Playing board games online through various tool is a huge part of modern gaming culture. Some of those tools are first-party implementations of the game by the original creators or a license-holder. A lot of them, however, are third-party works.
It's tricky territory and there are a lot of myths circulating around — which is the perfect kind of thing to tackle with a Stack Exchange question.
I think we need some kind of canonical question to cover:
- Is what I'm doing legal, illegal, or a grey area?
- How do I find more information about a specific situation?
- What kind of trouble could I get into (as an end user, at least) if I knowingly or unknowingly use an illegal service?
They key thing is, this is a question for board-game hobbyists about their hobby. I think it's pretty much inevitable that you'll run into this issue if you seriously participate in online play.
It's quite possible that this is a question we need additional expertise to answer in full, but finding a canonical question and answer here — even if it's a redirect to Legal SE or requires extensive quotation of another source — adds value to the site. Because this is the first place I'd look for such an answer, especially if I was looking for one that correctly applied legal principles to nuanced landscape of the board-game world rather than serving up a one-size-fits-all answer.
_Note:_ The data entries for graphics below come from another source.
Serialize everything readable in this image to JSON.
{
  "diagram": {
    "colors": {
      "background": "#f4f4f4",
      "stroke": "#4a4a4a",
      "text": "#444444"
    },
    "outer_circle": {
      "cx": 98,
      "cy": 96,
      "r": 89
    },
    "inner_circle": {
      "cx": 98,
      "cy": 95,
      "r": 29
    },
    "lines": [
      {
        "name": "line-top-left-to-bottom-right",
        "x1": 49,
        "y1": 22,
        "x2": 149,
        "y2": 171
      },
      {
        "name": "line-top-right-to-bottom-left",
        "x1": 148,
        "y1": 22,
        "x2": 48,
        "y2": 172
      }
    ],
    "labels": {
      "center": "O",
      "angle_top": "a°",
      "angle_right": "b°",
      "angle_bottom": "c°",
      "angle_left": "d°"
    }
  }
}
To be clear, I think this question needs an answer regardless of whether legal questions are on- or off- topic as a whole, because it is an issue that applies to playing games in addition to developing them, and a great answer is likely to involve an experienced hobbyist's understanding of the online-play ecosystem and creator-consumer relationships in the hobby, just as much as an understanding the law. That's... maybe not the most intuitive reasoning, I realize.